SQL Server

Guidelines for Scaling your Reporting solution

Guidelines for Scaling your Reporting solution

Author: Basit A. Farooq

You will not always find it practical to conduct your own performance tests on a new configuration before you deploy it. When this happens, you should use monitoring to establish baseline performance measures on your existing system. You should then repeat the monitoring with the new configuration to assess the effectiveness of your scaled system.

If you identify a requirement to scale your reporting solution, you can use the following guidelines to help you to design the new system configuration.

Optimize report queries first

This is not strict guideline for scaling, but you should remember that you might waste valuable resources if you embark on scaling your reporting solution to improve report performance without first optimizing the report queries. Examples of report query include:

· Using filtering to reduce number of rows retrieved from the database. Do not retrieve data that is not used in a report.

· Processing reports from cached data or execution snapshots.

· Keeping your reports modest in size and complexity. Look for ways to break up potentially large reports into smaller chunks.

· Processing cache fills and snapshots at off-peak times when they are not in contention with on-demand report processing.

Add more memory and worker processes

Memory consumption is likely to be the first bottleneck that you can encounter in both report servers and SQL Server-based servers, and the performance of both responds well to additional memory.

If you are hosting the report server and the report catalog on the same Windows server, you should consider setting the SQL Server memory usage limit to help control competition between SQL Server and Microsoft SSRS web server for memory resources.

On a two-processor or four-processor system, you should increase the number of worker processes. On a four-processor system this has the most beneficial effect when you increase the number of worker processes from one to four, because this helps the report processes to handle larger concurrent workloads before performance degrades.

Host the report catalog on a remote server

You should move the report catalog to a remote server to create the initial configuration, which you can then scale up and scale out as necessary. This also removes competition for resources between the report server and the SQL Server-based server that is hosting the report catalog.

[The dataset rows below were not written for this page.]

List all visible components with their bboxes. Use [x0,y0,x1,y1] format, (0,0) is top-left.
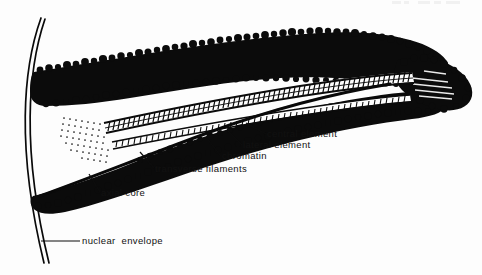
label-chromatin: chromatin [222,150,267,161]
label-central-element: central element [267,128,337,139]
label-axial-core: axial core [101,187,145,198]
synaptonemal-complex-diagram: central element lateral element chromati… [0,0,482,275]
label-transverse-filaments: transverse filaments [155,163,247,174]
figure-root: central element lateral element chromati… [0,0,482,275]
label-nuclear-envelope: nuclear envelope [82,235,163,246]
label-lateral-element: lateral element [243,139,311,150]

Create the report catalog on several files and disks

This is a SQL Server optimization technique to maximize disk I/O operations. You should create the databases for the report server catalog as several files, and if possible put the data files and log file on separate disks.

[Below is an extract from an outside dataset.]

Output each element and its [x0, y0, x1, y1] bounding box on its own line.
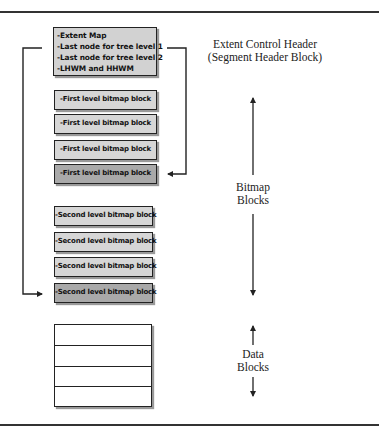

Scale out the report server

You should consider scaling out the report server in preference to scaling up. That’s because scale out causes less down time than a server upgrade; since you can prepare a new sever before you add it to your system. Scaling out also offers better availability because, if one server fails, the overall system still continues to operate. Moreover, Microsoft SSRS is specifically optimized to run on multiple servers that use inexpensive hardware in a scaled-out configuration.

Optimized snapshot storage

You should balance the resource requirements for storing, processing, and transmitting report snapshot data in your reporting solution. You should consider using snapshot compression to reduce database storage requirements if you store snapshots in the report database. You should adjust the compression configuration setting to balance saving in storage with increased processing that is required to compress and expand the data.

You should also consider using the file system storage option if you have a remote report catalog and scaled-out report servers. This eliminates both the need for database storage resources for the snapshots and the network traffic when the report server creates or retrieves a snapshot.

Consider selective processing

In addition to creating a single scaled-out report server, you might consider adding a number of independent report servers to your solution to perform some specific processing. Independent report servers share the same report catalog database, but are assigned a different Web address and port number. For example, your reporting solution can direct specific processing, such as scheduled report deliveries, to a specific independent report server, which leaves the main group of report servers free to process on-demand reports.

By dividing the processing in this way, you can isolate predictable workload from unpredictable workload and monitor the performance and resource usage of different types of workload separately. Therefore, you should also consider separating ad-hoc reporting from the rest of your reporting solution by using this kind of configuration.